Gatsby believed in the green light, the orgastic future that year by year recedes before us. It eluded us then, but that's no matter - tomorrow we will run faster, stretch out our arms further...  And one fine morning - So we beat on, boats against the current, borne back ceaselessly into the past.”

So tonight I’m gathering with some folks for an informal “Beer &BrenĂ©” night. And I remind myself that people open themselves up to vulnerability, and change, and uncertainty all the time, and live to tell about it. I can look back on my life and see all the ways that interruptions & disappointments have shaped me and helped me to grow into the person I am today. I like the person I am today. So why would I shy away from taking chances? 

I’ve written a lot about anxiousness and control. And I write a lot about stability and rootedness. But I think, perhaps, I’ve created for myself an unnecessary ideal – an unconscious belief that if I can just get to season X, then all my rhythms will fall in step and nothing unexpected or jarring or stretching will ever creep in again. That’s utter bullshit. 

I love what Holly says in her poem above: “…perhaps, I should think of everywhere as the place that I might stay forever… for then there will always be a table upon which bread can be broken and new wineskins can be filled.” 

May we learn to hold loosely as we settle in to moments and seasons. May we not become like house plants that wither if their location suddenly changes. May we allow our roots to be nourished in each place we are planted so that, as we are uprooted and replanted, we continue to grow and flourish and bear fruit.
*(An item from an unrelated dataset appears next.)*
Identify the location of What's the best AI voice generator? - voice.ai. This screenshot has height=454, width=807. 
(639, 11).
Saturday, February 2, 2013

Spring Break

I know, I know... it's still winter.

But I'm kind of on a sabbatical over here until we're well into spring. I need to do some pre-spring cleaning (of my writing desk & my writing mind). In the meantime, you can wander over to Barefoot Bohemian and enjoy my annual celebration of the Valentine season (What do you mean that's not a liturgical season...?)! Love y'all, mean it, see you soon!
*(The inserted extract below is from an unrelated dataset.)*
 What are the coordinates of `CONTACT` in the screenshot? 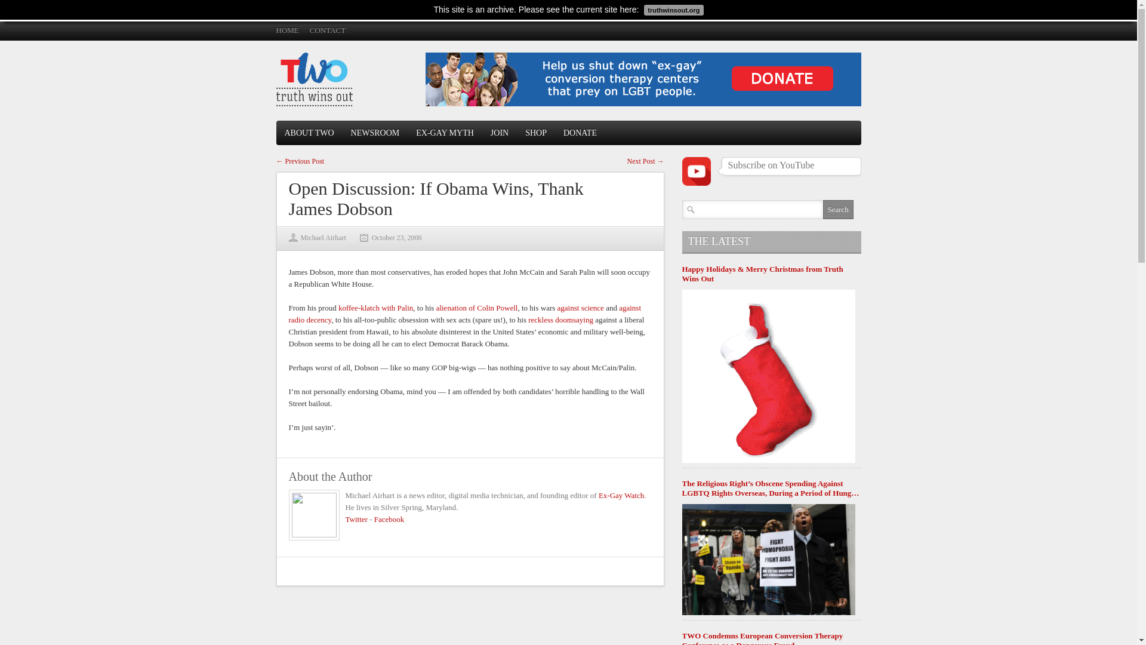 It's located at (327, 30).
Wednesday, January 16, 2013

Confession: I Miss My Congregation Today

The process of letting go of what was Eikon is just that - a process. And some days it hits you unexpectedly, in seemingly innocent moments. I don't know what those moments have been for others, but I'm sure they have happened. This morning, it was prompted by glancing at an article on learning styles:
Chances are, there are tons of doodlers in your congregation. And wanderers, ponderers, frantic note takers and artists as well. People learn in drastically different ways, yet most church services are set up for auditory learners - those who learn by hearing.
At Eikon, not only did we honor different learning styles, we honored different teaching styles - from the graphic designers to the mystics to the academics - we all engaged one another from our paticular strengths and styles. My comfort zone (though I certainly used other styles, as well) was captured by my friend Don:


That's really all this post was for - to create a space to be vulnerable for a moment. To admit "I miss this," even while acknowledging "we made the decision we had to make as a community." I want to continue to hold that space, to allow others from the community to exist in that tension between looking back & moving forward, and to know they are not alone.